Species

(lu) #1
294 Species

introduction of a biology-alone species concept that the biological species was not
identical to the Aristotelian species, as I have shown above. Although the received
view is historically false—biologists before Darwin and logicians knew that living
species could not be defined and were decomposable, unlike logical species which
were both definable and indivisible—there is sufficient truth in it to set out a philo-
sophical problem addressing the nature of kind terms like “species” in biology and
their relation to natural kinds overall. I shall argue that biology does not have natural
kinds (NK) of the sort that physics and the other ahistorical sciences do, and that the
appropriate sortal in biology is a natural group (NG).

Classes in Biology

A natural kind is defined by Wilkerson^33 as a real essence; an intrinsic property or
set of properties that make a thing the kind of thing it is, irrespective of any system
of classification. It is not important here whether this commits a Natural Kindist to
scientific essentialism, modal realism, or the logical or causal necessity of laws of
nature. What matters is that NKs imply that class terms involve a de re commitment
to a fixed set of properties intrinsic to any particular that is a member of, or falls
under, the natural kind.^34 I use the term “class” in this section for any sortal con-
cept covering more than one particular, without prejudice with respect to essentialist
definitions or not, as Aristotle did with universals. Here, clouds, clades, and grades
are all class concepts, and data organized using them are classifications. Effectively,
a classification is the organization of any set of data or objects under general terms.
It is clearly the case that if biological taxa are NKs, they cannot evolve (despite
LaPorte’s contrary assertion). What has to occur in evolution, if taxa are NKs, is that
the actual ancestor-descendent, or genealogical, lineages move out of one species/
NK and into another. Species would become, on the NK account, timeless abstract
classes, leaving the dynamic and historical entities of evolution to be the lineages
themselves.^35 Moreover, it would then also be the case that “being a species instance”
would be sharply defined. If there were a microstructural essence, variation else-
where in the genome or phenotype other than in what is essential would not affect
the essence (would be accidental in the old terminology), but as soon as the essence
varied beyond its limits the lineage would no longer be of that species; allowing,
with LaPorte and Aristotle, that the essence is within a range, so that a member of a
species can vary right up to the critical threshold of being a species member, and that
any further divergence from the typical mode will push it over into a novel species


(^33) Wilkerson 1995.
(^34) LaPorte’s claim that his kindism, or essentialism, is historical seems to me to be another example of
the metaphysical chimerism that is found in Mayr.
(^35) LaPorte discusses this objection [2004, 9–10] but fudges this point. He shifts from discussing change
of species to change of members of species. If species are NKs, they do not change, which he admits,
but if they are, then their members are actually only instances of the species. There then needs to be
a connection or commensuration between instances of the first and second species in an evolutionary
sequence, and hence the need for lineages. That said, Ghiselin’s objections to which he is responding
that species have no NK essences must be contingently false. If a species consists entirely of clones,
or the species is reduced to a single closely inbred population, it can easily have properties that are
unique to all and only its members. Most species will vary (be polytypic) but not all need to.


» Goal of the exercise:
Please reproduce every record exactly as written, leaving out the pictures.

Segment Open

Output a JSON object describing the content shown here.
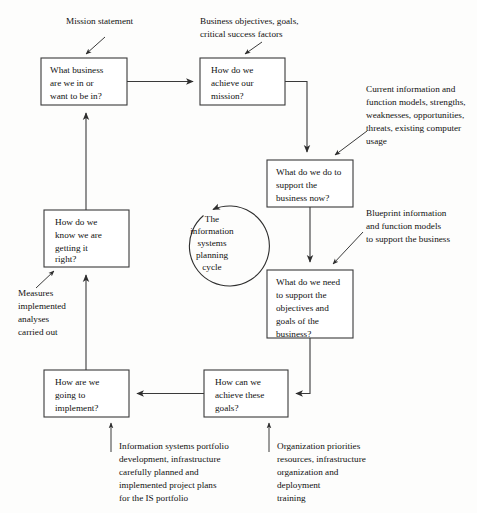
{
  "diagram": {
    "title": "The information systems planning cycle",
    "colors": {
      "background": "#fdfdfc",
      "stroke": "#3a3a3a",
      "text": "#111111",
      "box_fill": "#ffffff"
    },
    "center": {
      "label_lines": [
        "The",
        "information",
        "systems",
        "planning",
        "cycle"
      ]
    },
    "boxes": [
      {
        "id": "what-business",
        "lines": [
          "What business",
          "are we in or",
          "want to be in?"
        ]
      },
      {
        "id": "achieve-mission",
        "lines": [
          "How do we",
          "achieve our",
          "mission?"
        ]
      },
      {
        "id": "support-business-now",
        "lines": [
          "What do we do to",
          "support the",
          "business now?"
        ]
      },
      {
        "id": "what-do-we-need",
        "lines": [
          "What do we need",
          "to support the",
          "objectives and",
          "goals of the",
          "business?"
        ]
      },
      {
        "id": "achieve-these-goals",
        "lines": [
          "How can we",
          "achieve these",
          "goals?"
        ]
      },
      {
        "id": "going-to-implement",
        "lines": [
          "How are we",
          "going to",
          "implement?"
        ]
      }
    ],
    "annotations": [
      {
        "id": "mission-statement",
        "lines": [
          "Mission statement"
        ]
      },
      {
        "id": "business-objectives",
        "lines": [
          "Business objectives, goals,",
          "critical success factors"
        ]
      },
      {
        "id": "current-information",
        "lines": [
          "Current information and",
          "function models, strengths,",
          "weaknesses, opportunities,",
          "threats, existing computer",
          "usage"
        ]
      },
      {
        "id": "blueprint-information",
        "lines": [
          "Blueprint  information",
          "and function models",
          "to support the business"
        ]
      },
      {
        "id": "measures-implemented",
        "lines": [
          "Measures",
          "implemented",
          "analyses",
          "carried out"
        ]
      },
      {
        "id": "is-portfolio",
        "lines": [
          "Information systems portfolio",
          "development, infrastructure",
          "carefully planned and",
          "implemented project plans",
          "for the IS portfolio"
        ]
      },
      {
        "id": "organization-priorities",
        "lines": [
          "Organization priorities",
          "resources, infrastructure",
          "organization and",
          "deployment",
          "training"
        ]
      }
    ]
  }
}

Segment Closed

» Task response:
Output a JSON object describing the content shown here.
{
  "diagram": {
    "title": "The information systems planning cycle",
    "colors": {
      "background": "#fdfdfc",
      "stroke": "#3a3a3a",
      "text": "#111111",
      "box_fill": "#ffffff"
    },
    "center": {
      "label_lines": [
        "The",
        "information",
        "systems",
        "planning",
        "cycle"
      ]
    },
    "boxes": [
      {
        "id": "what-business",
        "lines": [
          "What business",
          "are we in or",
          "want to be in?"
        ]
      },
      {
        "id": "achieve-mission",
        "lines": [
          "How do we",
          "achieve our",
          "mission?"
        ]
      },
      {
        "id": "support-business-now",
        "lines": [
          "What do we do to",
          "support the",
          "business now?"
        ]
      },
      {
        "id": "what-do-we-need",
        "lines": [
          "What do we need",
          "to support the",
          "objectives and",
          "goals of the",
          "business?"
        ]
      },
      {
        "id": "achieve-these-goals",
        "lines": [
          "How can we",
          "achieve these",
          "goals?"
        ]
      },
      {
        "id": "going-to-implement",
        "lines": [
          "How are we",
          "going to",
          "implement?"
        ]
      }
    ],
    "annotations": [
      {
        "id": "mission-statement",
        "lines": [
          "Mission statement"
        ]
      },
      {
        "id": "business-objectives",
        "lines": [
          "Business objectives, goals,",
          "critical success factors"
        ]
      },
      {
        "id": "current-information",
        "lines": [
          "Current information and",
          "function models, strengths,",
          "weaknesses, opportunities,",
          "threats, existing computer",
          "usage"
        ]
      },
      {
        "id": "blueprint-information",
        "lines": [
          "Blueprint  information",
          "and function models",
          "to support the business"
        ]
      },
      {
        "id": "measures-implemented",
        "lines": [
          "Measures",
          "implemented",
          "analyses",
          "carried out"
        ]
      },
      {
        "id": "is-portfolio",
        "lines": [
          "Information systems portfolio",
          "development, infrastructure",
          "carefully planned and",
          "implemented project plans",
          "for the IS portfolio"
        ]
      },
      {
        "id": "organization-priorities",
        "lines": [
          "Organization priorities",
          "resources, infrastructure",
          "organization and",
          "deployment",
          "training"
        ]
      }
    ]
  }
}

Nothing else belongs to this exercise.